Guide
How to write an IRAC essay: a step-by-step guide with UK law examples
A practical walkthrough of every IRAC leg—with worked UK law examples—so you can build a tight, examiner-readable essay from any problem question fact pattern.
Published 1 April 2026
IRAC is the standard framework for UK law problem questions because it forces you to show your legal reasoning in a sequence an examiner can follow: issue identification, rule statement, application, conclusion. But knowing the acronym and being able to execute it cleanly under exam conditions are two different things. This guide walks through each leg with worked UK law examples so the logic becomes second nature before you sit down to draft.
The most common reason capable students do not convert knowledge into marks is not missing cases—it is failing to make each IRAC move visibly on the page. Examiners cannot award reasoning credit they cannot find.
See exactly which IRAC leg is costing you marks on your own draft
Paste your problem question and your answer. IRAC Coach returns a banded score for each leg—Issue, Rule, Application, Conclusion—with strengths, improvements, and a model snippet tuned to your fact pattern.
Free to try. Use after any timed attempt to make the feedback loop immediate rather than waiting for marked scripts.
Step 1 — Issue: name the precise legal question
Issue is not a summary of the facts. It frames the specific legal uncertainty the facts create. Compare these two openings on the same scenario:
- Weak: "This question concerns whether there is a valid contract."
- Strong: "The central question is whether Emma's reply to the advertised price constitutes an acceptance capable of forming a binding contract, or whether it amounts to a counter-offer terminating the original offer."
The second version tells the examiner which legal doctrine is at stake and what the answer will turn on. You are not writing a novel—you are framing a legal question. Tight Issue framing is one of the five habits that distinguishes First-class scripts; the first-class essay guide unpacks all five.
Step 2 — Rule: state the law accurately and proportionately
Rule is where you set out the legal position—statute, case ratio, or both—at a level of detail that is useful without cannibalising word count. Two common failure modes:
- Too thin: naming a case without the operative test means Application has nothing to run.
- Too long: rehearsing every ratio in Carlill when only the unilateral offer point matters signals poor selectivity.
A good Rule paragraph for an offer and acceptance issue might read: "An offer is a definite promise to be bound on specific terms, communicated to the offeree (Storer v Manchester City Council [1974]). An advertisement is ordinarily an invitation to treat rather than an offer (Partridge v Crittenden [1968]), though this is displaced where the advertisement specifies performance conditions and a definite reward (Carlill v Carbolic Smoke Ball Co [1893])." That is precise, selective, and leaves room for Application to do the analytical work.
Step 3 — Application: run the test on the facts
Application is where most marks are lost and won. Narrating the facts is not the same as applying the law. Applying means taking the test from Rule and asking whether the facts satisfy it—explicitly, element by element where necessary.
Using the example above: "Applying Carlill, the defendant's notice here specifies a cash sum, performance conditions (using the product as directed), and was publicly displayed. The counterargument is that, unlike Carlill, no deposit was paid indicating sincerity—however, the specificity of the conditions is likely sufficient to displace the Partridge presumption." Notice how the facts from the scenario are mapped onto the test criteria, not retold in chronological order.
For a deep treatment of this specific move, see the Application deep-dive—it is the single highest-ROI article if marks are stalling.
Step 4 — Conclusion: resolve the issue you raised
Conclusion answers the question framed in Issue—nothing more. It does not introduce new reasoning, hedge indefinitely, or restate the rule. One sentence is usually enough: "On these facts, the advertisement is likely an offer; Emma's response therefore constitutes an acceptance, and a binding contract is formed." Where genuine uncertainty exists, a conditional conclusion ("if the court applies…") is stronger than a vague hedge.
Multi-issue questions: one IRAC block per head
Most UK problem questions raise several legal issues. Run a separate IRAC block for each—short ones for minor heads, longer Application depth for the contested issues. Signpost explicitly between heads ("Turning to consideration…") so the examiner follows your structure without having to infer it. This pacing skill matters most under time pressure; the timed exam tactics guide walks through it in detail.
The fastest way to improve
Writing full IRAC attempts and getting section-level feedback is the only reliable way to internalise the method. Reading model answers tells you the destination; drafting under pressure and receiving critique on your wording shows you the gap. Build a weekly problem question practice habit and use feedback to target whichever IRAC leg is weakest on that attempt.
Turn the worked examples above into feedback on your own writing
Paste a problem question and your attempt. You get Issue-to-Conclusion scores, targeted improvements, and a model snippet for your fact pattern—not a generic template. Rewrite one leg, then run again.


▶ _Work order_
Repeat exactly, and only, the lines running from the one that holds "This screenshot has height=436, width=903." to the end of the records.

Stored data:
Start of Block
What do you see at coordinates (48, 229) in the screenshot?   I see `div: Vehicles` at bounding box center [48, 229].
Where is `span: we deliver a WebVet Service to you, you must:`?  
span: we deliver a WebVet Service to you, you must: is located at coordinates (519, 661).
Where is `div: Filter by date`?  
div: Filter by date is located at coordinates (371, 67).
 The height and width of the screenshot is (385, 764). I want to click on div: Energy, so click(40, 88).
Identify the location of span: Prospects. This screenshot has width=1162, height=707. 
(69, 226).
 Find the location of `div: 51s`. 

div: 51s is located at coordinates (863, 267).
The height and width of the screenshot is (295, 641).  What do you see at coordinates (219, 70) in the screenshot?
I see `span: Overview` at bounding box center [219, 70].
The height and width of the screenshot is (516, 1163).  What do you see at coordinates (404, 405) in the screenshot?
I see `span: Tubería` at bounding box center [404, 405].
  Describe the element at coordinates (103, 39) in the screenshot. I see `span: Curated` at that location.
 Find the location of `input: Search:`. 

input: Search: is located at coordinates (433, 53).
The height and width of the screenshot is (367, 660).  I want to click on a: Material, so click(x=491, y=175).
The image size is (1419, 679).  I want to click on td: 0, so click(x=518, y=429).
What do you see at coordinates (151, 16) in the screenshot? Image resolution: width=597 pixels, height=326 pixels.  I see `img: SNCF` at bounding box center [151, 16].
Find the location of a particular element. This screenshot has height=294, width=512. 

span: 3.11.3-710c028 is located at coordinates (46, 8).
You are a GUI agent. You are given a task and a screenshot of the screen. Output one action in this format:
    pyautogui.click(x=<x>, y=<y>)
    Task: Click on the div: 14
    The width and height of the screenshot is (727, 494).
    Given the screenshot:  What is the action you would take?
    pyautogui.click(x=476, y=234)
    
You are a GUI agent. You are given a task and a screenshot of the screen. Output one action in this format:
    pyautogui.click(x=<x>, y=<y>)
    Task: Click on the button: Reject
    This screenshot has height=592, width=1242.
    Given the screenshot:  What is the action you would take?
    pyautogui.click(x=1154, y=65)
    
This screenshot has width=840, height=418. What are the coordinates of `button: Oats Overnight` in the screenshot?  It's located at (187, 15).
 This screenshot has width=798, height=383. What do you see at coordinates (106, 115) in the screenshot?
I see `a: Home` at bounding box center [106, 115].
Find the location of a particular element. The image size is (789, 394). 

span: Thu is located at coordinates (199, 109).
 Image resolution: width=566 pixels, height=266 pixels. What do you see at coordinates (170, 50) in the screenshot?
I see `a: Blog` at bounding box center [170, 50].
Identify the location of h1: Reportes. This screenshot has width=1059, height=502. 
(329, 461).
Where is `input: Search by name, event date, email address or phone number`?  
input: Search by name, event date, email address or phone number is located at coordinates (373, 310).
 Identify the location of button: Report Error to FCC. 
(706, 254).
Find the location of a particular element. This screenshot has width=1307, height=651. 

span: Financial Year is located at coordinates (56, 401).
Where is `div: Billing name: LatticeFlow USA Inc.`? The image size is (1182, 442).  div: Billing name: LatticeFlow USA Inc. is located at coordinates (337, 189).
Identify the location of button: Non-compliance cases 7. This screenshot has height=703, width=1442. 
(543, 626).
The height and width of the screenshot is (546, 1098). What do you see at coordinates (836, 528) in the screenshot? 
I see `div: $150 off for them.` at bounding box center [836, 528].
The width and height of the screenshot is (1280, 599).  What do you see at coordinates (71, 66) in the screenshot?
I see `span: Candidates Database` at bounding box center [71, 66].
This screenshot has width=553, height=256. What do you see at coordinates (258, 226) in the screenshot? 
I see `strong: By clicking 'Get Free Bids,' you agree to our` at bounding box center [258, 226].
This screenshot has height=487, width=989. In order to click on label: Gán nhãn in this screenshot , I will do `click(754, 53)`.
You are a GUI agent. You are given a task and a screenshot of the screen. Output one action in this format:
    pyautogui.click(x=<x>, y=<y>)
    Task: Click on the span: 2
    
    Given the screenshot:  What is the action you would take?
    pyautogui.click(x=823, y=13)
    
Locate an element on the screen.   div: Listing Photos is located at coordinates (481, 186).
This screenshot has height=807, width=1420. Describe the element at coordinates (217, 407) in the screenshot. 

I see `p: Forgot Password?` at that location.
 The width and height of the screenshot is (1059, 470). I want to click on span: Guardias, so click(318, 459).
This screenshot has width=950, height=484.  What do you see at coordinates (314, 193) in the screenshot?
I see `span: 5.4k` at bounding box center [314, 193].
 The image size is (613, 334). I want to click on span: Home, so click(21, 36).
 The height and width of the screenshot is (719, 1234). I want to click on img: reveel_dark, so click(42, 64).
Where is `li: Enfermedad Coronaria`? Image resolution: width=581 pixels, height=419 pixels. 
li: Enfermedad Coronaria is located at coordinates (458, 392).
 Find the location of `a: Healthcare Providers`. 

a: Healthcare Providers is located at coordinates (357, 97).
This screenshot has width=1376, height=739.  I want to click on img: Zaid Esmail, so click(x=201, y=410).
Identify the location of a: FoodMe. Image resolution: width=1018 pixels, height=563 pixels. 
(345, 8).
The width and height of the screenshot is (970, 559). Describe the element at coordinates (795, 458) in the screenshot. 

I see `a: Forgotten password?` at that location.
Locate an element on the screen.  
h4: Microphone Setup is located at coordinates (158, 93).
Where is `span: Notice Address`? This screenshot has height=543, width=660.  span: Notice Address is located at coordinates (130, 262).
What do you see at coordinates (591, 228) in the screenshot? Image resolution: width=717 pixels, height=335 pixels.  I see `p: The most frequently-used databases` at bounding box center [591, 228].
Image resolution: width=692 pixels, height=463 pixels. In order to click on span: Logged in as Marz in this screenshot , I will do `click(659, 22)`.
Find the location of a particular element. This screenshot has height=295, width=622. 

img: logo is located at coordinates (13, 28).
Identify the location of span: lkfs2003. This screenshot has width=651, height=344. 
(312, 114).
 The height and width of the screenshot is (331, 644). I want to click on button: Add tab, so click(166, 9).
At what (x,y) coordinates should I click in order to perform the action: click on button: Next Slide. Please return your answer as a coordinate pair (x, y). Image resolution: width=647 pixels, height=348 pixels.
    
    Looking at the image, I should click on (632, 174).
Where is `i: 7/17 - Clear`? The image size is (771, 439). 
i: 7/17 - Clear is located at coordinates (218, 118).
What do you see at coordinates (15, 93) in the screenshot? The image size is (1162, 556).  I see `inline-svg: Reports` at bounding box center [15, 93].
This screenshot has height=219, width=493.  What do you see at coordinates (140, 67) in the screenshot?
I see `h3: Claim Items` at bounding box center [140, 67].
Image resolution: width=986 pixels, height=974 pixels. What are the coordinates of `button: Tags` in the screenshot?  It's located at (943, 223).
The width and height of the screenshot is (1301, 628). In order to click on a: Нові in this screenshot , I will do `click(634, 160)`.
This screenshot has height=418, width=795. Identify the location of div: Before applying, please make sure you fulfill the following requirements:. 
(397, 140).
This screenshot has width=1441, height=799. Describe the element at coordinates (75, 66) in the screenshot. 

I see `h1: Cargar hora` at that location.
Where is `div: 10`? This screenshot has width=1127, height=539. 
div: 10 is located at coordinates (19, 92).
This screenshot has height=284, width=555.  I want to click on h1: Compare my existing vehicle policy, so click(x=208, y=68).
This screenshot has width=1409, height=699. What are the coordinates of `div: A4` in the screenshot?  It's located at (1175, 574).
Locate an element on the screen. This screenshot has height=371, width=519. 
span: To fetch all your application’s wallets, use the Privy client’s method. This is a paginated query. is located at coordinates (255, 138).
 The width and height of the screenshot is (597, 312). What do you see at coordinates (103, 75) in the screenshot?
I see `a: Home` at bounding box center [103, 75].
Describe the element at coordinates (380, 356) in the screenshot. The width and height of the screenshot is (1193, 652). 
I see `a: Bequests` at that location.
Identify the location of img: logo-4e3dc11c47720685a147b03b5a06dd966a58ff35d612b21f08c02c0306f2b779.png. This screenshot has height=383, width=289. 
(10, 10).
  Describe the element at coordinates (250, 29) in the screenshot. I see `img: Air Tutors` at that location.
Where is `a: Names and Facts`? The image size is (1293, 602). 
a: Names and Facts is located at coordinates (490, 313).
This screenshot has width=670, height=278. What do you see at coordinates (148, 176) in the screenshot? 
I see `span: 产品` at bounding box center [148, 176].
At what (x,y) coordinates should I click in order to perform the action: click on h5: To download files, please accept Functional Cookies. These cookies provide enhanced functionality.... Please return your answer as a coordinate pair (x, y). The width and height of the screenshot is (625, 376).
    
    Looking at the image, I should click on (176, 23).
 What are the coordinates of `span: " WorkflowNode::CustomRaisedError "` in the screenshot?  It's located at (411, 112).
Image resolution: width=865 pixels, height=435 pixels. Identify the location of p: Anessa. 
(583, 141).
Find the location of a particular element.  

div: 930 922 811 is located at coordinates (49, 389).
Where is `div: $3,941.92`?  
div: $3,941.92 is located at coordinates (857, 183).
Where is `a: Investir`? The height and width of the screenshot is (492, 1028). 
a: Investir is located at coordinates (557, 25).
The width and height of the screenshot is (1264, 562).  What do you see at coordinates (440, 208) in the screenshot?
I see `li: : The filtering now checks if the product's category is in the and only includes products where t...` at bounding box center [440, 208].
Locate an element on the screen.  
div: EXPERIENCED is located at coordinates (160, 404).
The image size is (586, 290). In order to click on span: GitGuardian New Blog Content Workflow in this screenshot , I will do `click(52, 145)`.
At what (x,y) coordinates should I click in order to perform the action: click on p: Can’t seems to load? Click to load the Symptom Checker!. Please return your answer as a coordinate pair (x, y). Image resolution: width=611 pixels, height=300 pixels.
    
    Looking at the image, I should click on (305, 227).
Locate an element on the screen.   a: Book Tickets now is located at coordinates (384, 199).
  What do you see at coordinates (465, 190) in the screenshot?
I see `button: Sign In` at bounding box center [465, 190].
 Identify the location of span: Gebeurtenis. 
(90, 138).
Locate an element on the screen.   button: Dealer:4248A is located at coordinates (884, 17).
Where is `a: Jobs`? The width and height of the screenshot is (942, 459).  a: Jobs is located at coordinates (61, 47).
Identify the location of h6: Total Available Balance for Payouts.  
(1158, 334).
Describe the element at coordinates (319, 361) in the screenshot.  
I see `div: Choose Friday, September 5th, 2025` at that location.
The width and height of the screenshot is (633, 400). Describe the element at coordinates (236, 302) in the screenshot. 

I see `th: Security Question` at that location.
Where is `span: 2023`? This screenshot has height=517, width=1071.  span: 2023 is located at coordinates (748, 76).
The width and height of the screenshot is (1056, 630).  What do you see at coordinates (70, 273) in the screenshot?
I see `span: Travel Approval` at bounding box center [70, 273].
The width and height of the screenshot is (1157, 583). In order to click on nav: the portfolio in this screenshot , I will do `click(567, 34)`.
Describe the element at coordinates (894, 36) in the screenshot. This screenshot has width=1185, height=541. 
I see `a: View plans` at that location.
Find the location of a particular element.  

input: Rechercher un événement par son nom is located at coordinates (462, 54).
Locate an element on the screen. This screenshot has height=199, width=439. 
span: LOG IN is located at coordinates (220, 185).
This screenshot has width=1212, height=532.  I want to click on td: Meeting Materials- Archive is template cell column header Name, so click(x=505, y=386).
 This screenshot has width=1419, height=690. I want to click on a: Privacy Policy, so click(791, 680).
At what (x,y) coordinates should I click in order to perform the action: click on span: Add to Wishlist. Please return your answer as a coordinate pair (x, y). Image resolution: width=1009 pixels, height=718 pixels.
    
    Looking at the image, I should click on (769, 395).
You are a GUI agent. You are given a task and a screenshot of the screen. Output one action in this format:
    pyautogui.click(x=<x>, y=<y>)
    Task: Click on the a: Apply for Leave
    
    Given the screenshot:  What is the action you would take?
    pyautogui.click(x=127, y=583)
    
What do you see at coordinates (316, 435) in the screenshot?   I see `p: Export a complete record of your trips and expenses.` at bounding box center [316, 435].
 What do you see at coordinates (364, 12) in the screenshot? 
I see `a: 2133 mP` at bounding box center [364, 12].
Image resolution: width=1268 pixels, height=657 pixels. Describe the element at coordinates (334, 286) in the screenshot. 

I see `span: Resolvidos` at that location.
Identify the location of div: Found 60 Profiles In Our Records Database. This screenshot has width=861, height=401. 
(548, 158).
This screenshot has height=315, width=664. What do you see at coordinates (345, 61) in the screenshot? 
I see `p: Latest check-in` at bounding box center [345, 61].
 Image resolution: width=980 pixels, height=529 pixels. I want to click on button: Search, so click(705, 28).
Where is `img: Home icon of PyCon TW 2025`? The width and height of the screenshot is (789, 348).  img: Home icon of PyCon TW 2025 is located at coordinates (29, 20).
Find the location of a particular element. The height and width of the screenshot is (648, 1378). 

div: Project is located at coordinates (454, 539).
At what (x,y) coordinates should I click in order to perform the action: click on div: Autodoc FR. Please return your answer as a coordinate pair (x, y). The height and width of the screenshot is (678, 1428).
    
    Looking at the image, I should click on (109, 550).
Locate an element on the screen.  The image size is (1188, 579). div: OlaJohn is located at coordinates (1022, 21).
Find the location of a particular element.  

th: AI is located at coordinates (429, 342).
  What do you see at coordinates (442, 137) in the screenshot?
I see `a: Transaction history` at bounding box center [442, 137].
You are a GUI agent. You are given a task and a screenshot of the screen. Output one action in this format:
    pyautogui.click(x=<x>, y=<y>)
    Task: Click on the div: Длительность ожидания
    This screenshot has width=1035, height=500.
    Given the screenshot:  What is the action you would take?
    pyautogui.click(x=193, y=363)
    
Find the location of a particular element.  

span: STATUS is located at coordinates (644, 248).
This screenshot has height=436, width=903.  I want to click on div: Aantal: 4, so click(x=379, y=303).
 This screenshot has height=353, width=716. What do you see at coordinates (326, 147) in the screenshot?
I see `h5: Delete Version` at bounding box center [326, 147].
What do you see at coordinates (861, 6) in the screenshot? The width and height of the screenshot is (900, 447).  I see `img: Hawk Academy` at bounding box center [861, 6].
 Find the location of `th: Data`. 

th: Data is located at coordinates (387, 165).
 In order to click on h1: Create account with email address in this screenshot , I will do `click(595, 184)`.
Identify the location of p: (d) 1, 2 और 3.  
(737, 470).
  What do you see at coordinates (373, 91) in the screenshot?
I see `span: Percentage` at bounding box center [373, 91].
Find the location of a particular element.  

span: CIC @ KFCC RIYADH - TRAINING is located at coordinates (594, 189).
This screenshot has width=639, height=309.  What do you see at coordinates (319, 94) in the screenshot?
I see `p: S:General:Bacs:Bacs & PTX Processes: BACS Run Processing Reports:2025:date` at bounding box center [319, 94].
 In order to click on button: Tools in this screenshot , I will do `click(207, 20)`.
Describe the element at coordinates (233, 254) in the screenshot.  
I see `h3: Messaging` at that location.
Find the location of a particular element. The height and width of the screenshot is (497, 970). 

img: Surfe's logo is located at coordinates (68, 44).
End of Block
▶ _Solved exercise_
This screenshot has height=436, width=903.  I want to click on div: Aantal: 4, so click(x=379, y=303).
 This screenshot has height=353, width=716. What do you see at coordinates (326, 147) in the screenshot?
I see `h5: Delete Version` at bounding box center [326, 147].
What do you see at coordinates (861, 6) in the screenshot? The width and height of the screenshot is (900, 447).  I see `img: Hawk Academy` at bounding box center [861, 6].
 Find the location of `th: Data`. 

th: Data is located at coordinates (387, 165).
 In order to click on h1: Create account with email address in this screenshot , I will do `click(595, 184)`.
Identify the location of p: (d) 1, 2 और 3.  
(737, 470).
  What do you see at coordinates (373, 91) in the screenshot?
I see `span: Percentage` at bounding box center [373, 91].
Find the location of a particular element.  

span: CIC @ KFCC RIYADH - TRAINING is located at coordinates (594, 189).
This screenshot has width=639, height=309.  What do you see at coordinates (319, 94) in the screenshot?
I see `p: S:General:Bacs:Bacs & PTX Processes: BACS Run Processing Reports:2025:date` at bounding box center [319, 94].
 In order to click on button: Tools in this screenshot , I will do `click(207, 20)`.
Describe the element at coordinates (233, 254) in the screenshot.  
I see `h3: Messaging` at that location.
Find the location of a particular element. The height and width of the screenshot is (497, 970). 

img: Surfe's logo is located at coordinates (68, 44).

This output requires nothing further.